Harbortouch is Latest POS Vendor Breach

May 1, 2015

Last week, Allentown, Pa. based point-of-sale (POS) maker Harbortouch disclosed that a breach involving “a small number” of its restaurant and bar customers were impacted by malicious software that allowed thieves to siphon customer card data from affected merchants. KrebsOnSecurity has recently heard from a major U.S. card issuer that says the company is radically downplaying the scope of the breach, and that the compromise appears to have impacted more than 4,200 Harbortouch customers nationwide.

It Might Be Our Data, But It’s Not Our Breach

August 11, 2022

A cybersecurity firm says it has intercepted a large, unique stolen data set containing the names, addresses, email addresses, phone numbers, Social Security Numbers and dates of birth on nearly 23 million Americans. The firm’s analysis of the data suggests it corresponds to current and former customers of AT&T. The telecommunications giant stopped short of saying the data wasn’t theirs, but it maintains the records do not appear to have come from its systems and may be tied to a previous data incident at another company.

Breach Exposes Users of Microleaves Proxy Service

July 28, 2022

Microleaves, a ten-year-old proxy service that lets customers route their web traffic through millions of Microsoft Windows computers, exposed their entire user database and the location of tens of millions of PCs running the proxy software. Microleaves claims its proxy software is installed with user consent. But research suggests Microleaves has a lengthy history of being supplied with new proxies by affiliates incentivized to install the software any which way they can — such as by secretly bundling it with other software.

COVID-19 ‘Breach Bubble’ Waiting to Pop?

June 30, 2020

The COVID-19 pandemic has made it harder for banks to trace the source of payment card data stolen from smaller, hacked online merchants. On the plus side, months of quarantine have massively decreased demand for account information that thieves buy and use to create physical counterfeit credit cards. But fraud experts say recent developments suggest both trends are about to change — and likely for the worse.

Takeaways from the $566M BriansClub breach

October 29, 2019

Reporting on the exposure of some 26 million stolen credit cards leaked from a top underground cybercrime store highlighted some persistent and hard truths. Most notably, that the world’s largest financial institutions tend to have a much better idea of which merchants and which bank cards have been breached than do the thousands of smaller banks and credit unions across the United States.
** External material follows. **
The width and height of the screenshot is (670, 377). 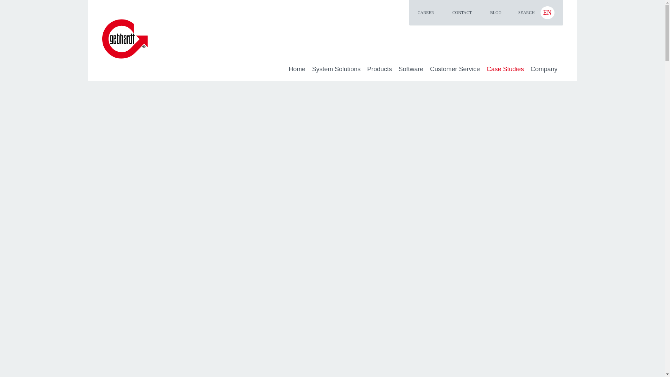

Also, a great deal of cybercrime seems to be perpetrated by a relatively small number of people.

Avast, NordVPN Breaches Tied to Phantom User Accounts

October 21, 2019

Antivirus and security giant Avast and virtual private networking (VPN) software provider NordVPN each today disclosed months-long network intrusions that — while otherwise unrelated — shared a common cause: Forgotten or unknown user accounts that granted remote access to internal systems with little more than a password.

Secret Service Investigates Breach at U.S. Govt IT Contractor

September 9, 2019

The U.S. Secret Service is investigating a breach at a Virginia-based government technology contractor that saw access to several of its systems put up for sale in the cybercrime underground, KrebsOnSecurity has learned. The contractor claims the access being auctioned off was to old test systems that do not have direct connections to its government partner networks.
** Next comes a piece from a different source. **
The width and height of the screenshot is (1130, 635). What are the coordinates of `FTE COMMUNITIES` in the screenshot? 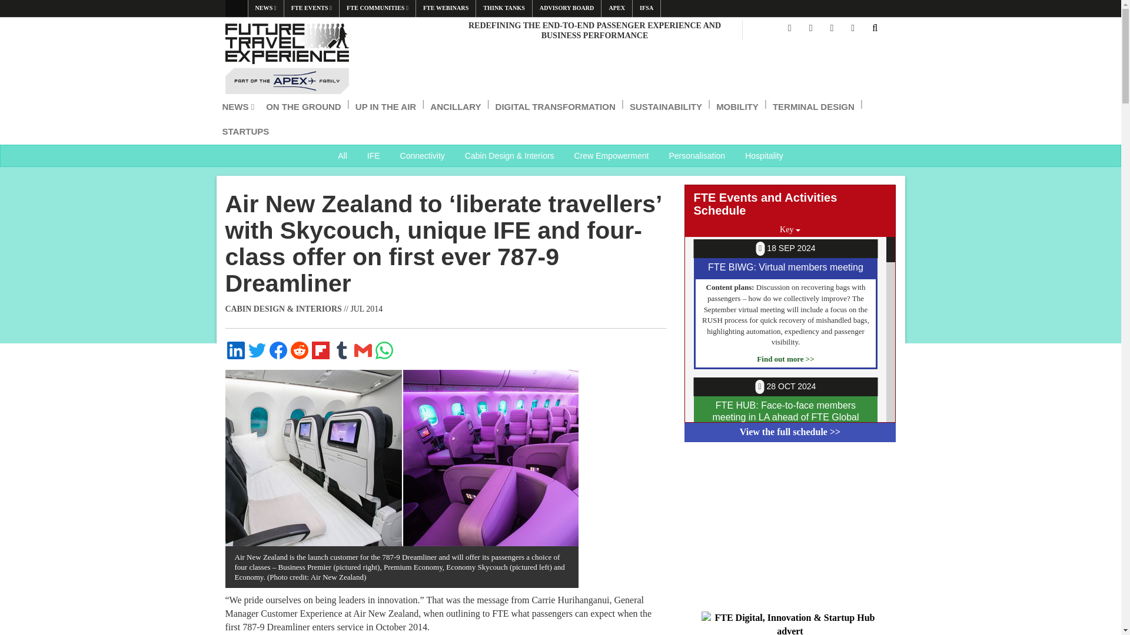 It's located at (378, 8).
In mid-August, a member of a popular Russian-language cybercrime forum offered to sell access to the internal network of a U.S. government IT contractor that does business with more than 20 federal agencies, including several branches of the military. The seller bragged that he had access to email correspondence and credentials needed to view databases of the client agencies, and set the opening price at six bitcoins (~USD $60,000).

Cybersecurity Firm Imperva Discloses Breach

August 27, 2019

Imperva, a leading provider of Internet firewall services that help Web sites block malicious cyberattacks, alerted customers on Tuesday that a recent data breach exposed email addresses, scrambled passwords, API keys and SSL certificates for a subset of its firewall users.

Redwood Shores, Calif.-based Imperva sells firewall technology designed to detect and block various types of malicious Web traffic, from denial-of-service attacks to digital probes aimed at undermining the security of Web-based software applications.

LabCorp: 7.7 Million Consumers Hit in Collections Firm Breach

June 4, 2019

Medical testing giant LabCorp. said today personal and financial data on some 7.7 million consumers were exposed by a breach at a third-party billing collections firm. That third party — theĀ American Medical Collection Agency (AMCA) — also recently notified competing firm Quest Diagnostics that an intrusion in its payments Web site exposed personal, financial and medical data on nearly 12 million Quest patients.

Just a few days ago, the news was all about how Quest had suffered a major breach. But today’s disclosure by LabCorp. suggests we are nowhere near done hearing about other companies with millions of consumers victimized because of this incident: The AMCA is a New York company with a storied history of aggressively collecting debt for a broad range of businesses, including medical labs and hospitals, direct marketers, telecom companies, and state and local traffic/toll agencies.